Oregon leaders are responding by finding inefficiencies in critical programs, making careful reductions to agencies, and closing tax loopholes for big corporations and the wealthy. We are committed to balancing the state budget in a way that prioritizes Oregon families, small businesses, and the services they rely on, while growing our economy for a brighter future.
Revenue Forecast
This week, the Legislature received a final revenue forecast for the 2026 session, which gives us a clearer picture of the work ahead of us to ensure that our budget is balanced. The good news is that revenues are up slightly, but not enough to offset the impacts of HR 1. We know the stakes are high this session as we address the challenges facing our state, and the steps we are taking will protect Oregon’s most critical services, now and in the years to come.

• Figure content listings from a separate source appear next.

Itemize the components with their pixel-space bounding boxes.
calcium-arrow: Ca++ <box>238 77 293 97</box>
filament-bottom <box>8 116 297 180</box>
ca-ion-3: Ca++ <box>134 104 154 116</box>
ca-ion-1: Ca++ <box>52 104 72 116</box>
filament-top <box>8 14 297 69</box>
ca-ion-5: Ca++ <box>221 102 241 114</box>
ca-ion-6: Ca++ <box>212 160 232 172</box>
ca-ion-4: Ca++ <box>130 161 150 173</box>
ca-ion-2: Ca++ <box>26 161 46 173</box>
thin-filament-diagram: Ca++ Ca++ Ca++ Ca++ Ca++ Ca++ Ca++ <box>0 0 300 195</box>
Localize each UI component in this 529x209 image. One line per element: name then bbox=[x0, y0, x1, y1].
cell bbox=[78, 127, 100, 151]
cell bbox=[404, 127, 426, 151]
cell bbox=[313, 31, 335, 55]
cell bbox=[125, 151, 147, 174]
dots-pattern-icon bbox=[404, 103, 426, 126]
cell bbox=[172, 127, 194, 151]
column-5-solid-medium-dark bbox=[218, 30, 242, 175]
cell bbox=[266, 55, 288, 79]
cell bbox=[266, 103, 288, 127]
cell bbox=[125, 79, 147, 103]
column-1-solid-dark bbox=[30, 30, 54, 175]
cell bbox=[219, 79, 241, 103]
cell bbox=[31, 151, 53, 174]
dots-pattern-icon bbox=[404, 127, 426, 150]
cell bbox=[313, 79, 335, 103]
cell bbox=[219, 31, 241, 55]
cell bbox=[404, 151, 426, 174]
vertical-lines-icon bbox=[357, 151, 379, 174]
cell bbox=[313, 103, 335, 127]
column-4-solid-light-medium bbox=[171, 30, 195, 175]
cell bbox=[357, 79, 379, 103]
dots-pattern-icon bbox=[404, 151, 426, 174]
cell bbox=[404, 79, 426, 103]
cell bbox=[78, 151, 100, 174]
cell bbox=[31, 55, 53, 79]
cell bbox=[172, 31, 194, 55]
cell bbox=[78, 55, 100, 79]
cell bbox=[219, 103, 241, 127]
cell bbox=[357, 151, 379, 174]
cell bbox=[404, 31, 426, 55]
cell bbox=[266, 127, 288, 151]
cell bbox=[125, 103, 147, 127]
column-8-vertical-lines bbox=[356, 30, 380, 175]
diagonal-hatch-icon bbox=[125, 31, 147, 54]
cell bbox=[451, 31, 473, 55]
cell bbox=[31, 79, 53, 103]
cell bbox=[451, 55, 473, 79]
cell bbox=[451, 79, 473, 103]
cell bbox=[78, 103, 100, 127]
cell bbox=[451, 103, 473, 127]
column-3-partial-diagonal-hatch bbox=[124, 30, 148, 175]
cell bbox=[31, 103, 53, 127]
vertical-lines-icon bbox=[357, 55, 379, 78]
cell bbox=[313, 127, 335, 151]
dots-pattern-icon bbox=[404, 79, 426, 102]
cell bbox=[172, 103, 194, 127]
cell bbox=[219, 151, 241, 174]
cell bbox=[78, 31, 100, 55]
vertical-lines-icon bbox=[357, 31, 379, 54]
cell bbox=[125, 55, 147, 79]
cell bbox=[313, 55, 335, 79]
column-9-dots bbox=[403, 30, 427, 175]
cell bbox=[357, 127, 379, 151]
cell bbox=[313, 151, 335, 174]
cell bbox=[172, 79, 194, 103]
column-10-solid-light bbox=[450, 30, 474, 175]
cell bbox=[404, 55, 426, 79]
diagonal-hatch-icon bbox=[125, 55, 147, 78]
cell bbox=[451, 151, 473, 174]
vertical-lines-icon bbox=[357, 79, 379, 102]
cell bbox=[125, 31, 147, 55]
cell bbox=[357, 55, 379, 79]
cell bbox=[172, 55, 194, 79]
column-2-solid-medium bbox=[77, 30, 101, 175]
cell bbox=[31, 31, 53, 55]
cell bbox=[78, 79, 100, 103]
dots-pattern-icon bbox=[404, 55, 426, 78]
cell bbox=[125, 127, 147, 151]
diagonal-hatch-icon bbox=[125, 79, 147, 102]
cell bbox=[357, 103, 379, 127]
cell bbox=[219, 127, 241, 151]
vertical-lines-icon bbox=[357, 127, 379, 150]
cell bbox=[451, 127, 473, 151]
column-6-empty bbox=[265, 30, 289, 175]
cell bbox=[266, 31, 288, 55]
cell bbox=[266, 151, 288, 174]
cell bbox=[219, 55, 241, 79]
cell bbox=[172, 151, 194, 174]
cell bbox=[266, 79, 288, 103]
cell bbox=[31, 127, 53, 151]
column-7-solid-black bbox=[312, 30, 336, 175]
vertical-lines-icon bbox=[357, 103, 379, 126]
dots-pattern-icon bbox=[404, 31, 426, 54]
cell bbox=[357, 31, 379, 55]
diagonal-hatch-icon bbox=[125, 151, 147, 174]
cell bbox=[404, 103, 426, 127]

In Oregon—and in states across the country—we’re seeing more fuel-efficient vehicles and more electric vehicles on the road. That progress is good news for our climate goals. But because our transportation system relies heavily on gas taxes for basic maintenance and operations, it also means fewer dollars to keep roads and bridges safe. This funding gap affects not only state highways, but city and county roads as well.
In response, transportation leaders in the Legislature spent many months traveling the state and talking with communities about how to address this challenge. Those conversations led to a transportation package passed last fall that provided short-term funding stability for state and local roads, secured support for transit systems, and began modernizing how we pay for our roads and bridges in the long term. It was a modest, balanced proposal—designed to keep Oregonians moving while recognizing that rising costs are straining households across the state.
Unfortunately, a group of Republican lawmakers launched a signature-gathering effort to refer the bill to the ballot. As a result, the package is now on hold, and much-needed funding for city, county, and state roads will not arrive on the timeline necessary to avoid cuts to maintenance and safety work this year.
That means that this session, our biggest responsibility in the legislature is to balance the ODOT budget. I’ll be frank: there are no easy choices here. In order to keep our roads, bridges, and highways safe this winter, it may mean pausing some projects or redirecting funds from other programs that are doing good work. And because the funding that is on hold would have also gone to cities and counties, it means that they will also need to make similar tough choices.
The long-term challenges here aren’t going away, and the transportation needs facing every corner of the state won’t fix themselves. I’m committed to working with Governor Kotek to chart a responsible path forward in the future that keeps Oregonians safe on their way to work and to school and keeps our economy moving.
This session, Oregonians have both in-person and virtual opportunities to provide testimony in support or opposition of proposed legislation. My office has prepared this testimony guide to help you navigate the process of submitting testimony on a bill.
If you’ve never testified in a legislative committee, know that you don’t need to be a policy expert or lawyer. Legislators prioritize hearing from members of the public whose lives are impacted by the policy they are considering. The most important thing is to talk about is how the issue affects you, your family, or your community.
In the weeks leading up to the session, I had the chance to have conversations with a number of media outlets and community organizations about our work this session and the key issues facing Oregon this year. Check out the links below for recent articles and interviews I’ve been featured in:
 The joint pre-session press conference with House Republican Leader Elmer and House Democrat Leader Bowman. Photo Credit: OPB
As always, please don’t hesitate to reach out to my office if you need help navigating local or state government services or if you have thoughts about bills for the 2026 legislative session.